Solving a 400-year-old supernova riddle

From Seattle, at a meeting of the American Astronomical Society

TYPECASTING. X-ray portrait of the remnant of Kepler’s supernova reveals that the stellar explosion was type 1a, meaning it started as a white dwarf. Reynolds, et al., NASA, CXC

In 1604, an assistant to the astronomer Johannes Kepler discovered an object that shone brighter than any star in the heavens. It was the exploding star now known as Kepler’s supernova, the last one that astronomers have witnessed in the Milky Way (SN: 12/11/04, p. 378: Available to subscribers at Explosive Tales). But even as the glowing remnant of that stellar cataclysm endures, so does a riddle about the supernova’s origins.

The abundance of iron in the remnant and the explosion’s location, outside the Milky Way’s star-forming disk, suggest that it was a type 1a supernova. Such an event occurs when a white dwarf—the burned-out remains of a star similar in mass to the sun—siphons gas onto its surface from a companion star and eventually accumulates a layer of material that causes the white dwarf to explode.

Other features of the remnant, however, especially its dense shell of gas and dust, indicate that it came from a core-collapse supernova. In such an explosion, a single star more massive than a white dwarf hurls its outer layers into space while its core shrinks and becomes a neutron star or black hole.
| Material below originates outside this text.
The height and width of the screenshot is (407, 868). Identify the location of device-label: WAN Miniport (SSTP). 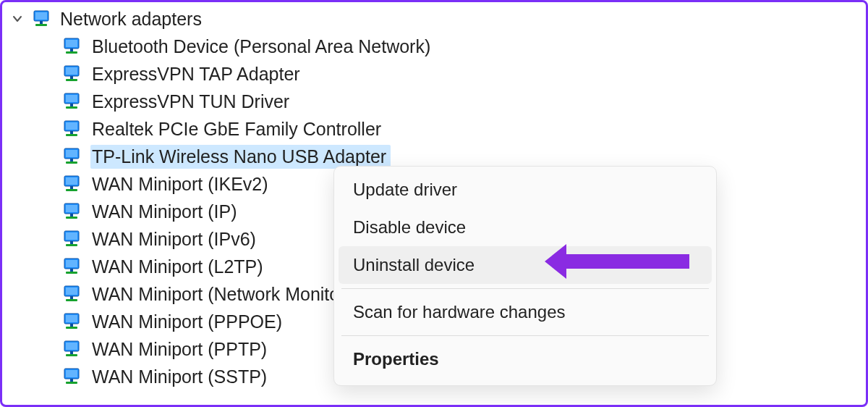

Analyzing nearly 9 days of observations from NASA’s Chandra X-ray Observatory, Stephen Reynolds of North Carolina State University in Raleigh and his colleagues have now determined that Kepler’s supernova was indeed type 1a. Chandra found no evidence of a neutron star or a black hole. In addition, the researchers confirm that the ratio of iron to oxygen was high, the value expected from a type 1a explosion.

“The X-ray evidence for [Kepler’s supernova] being a type 1a is becoming quite compelling,” says astronomer Bill Blair of Johns Hopkins University in Baltimore.

That still leaves astronomers to account for the dense material in the remnant, more typical of a core-collapse explosion. Reynolds and his colleagues suggest that the star that ultimately exploded as a type 1a was more massive than usual, perhaps as much as eight times the sun’s mass. During its lifetime, such a heavyweight would have shed a greater amount of material than a lower mass star would have. A supernova explosion occurring in this gas-rich environment would create a denser remnant.

Such a star would take only about 100 million years to reach supernova stage, in contrast to the several billion years it takes for lower-mass stars to reach that point.

Understanding the age and mass of stars that die as type 1a supernovas could be critical to revealing the origin of these explosions, says Reynolds. Astronomers still don’t fully understand what drives these violent events, despite routinely relying on them for details of cosmic expansion.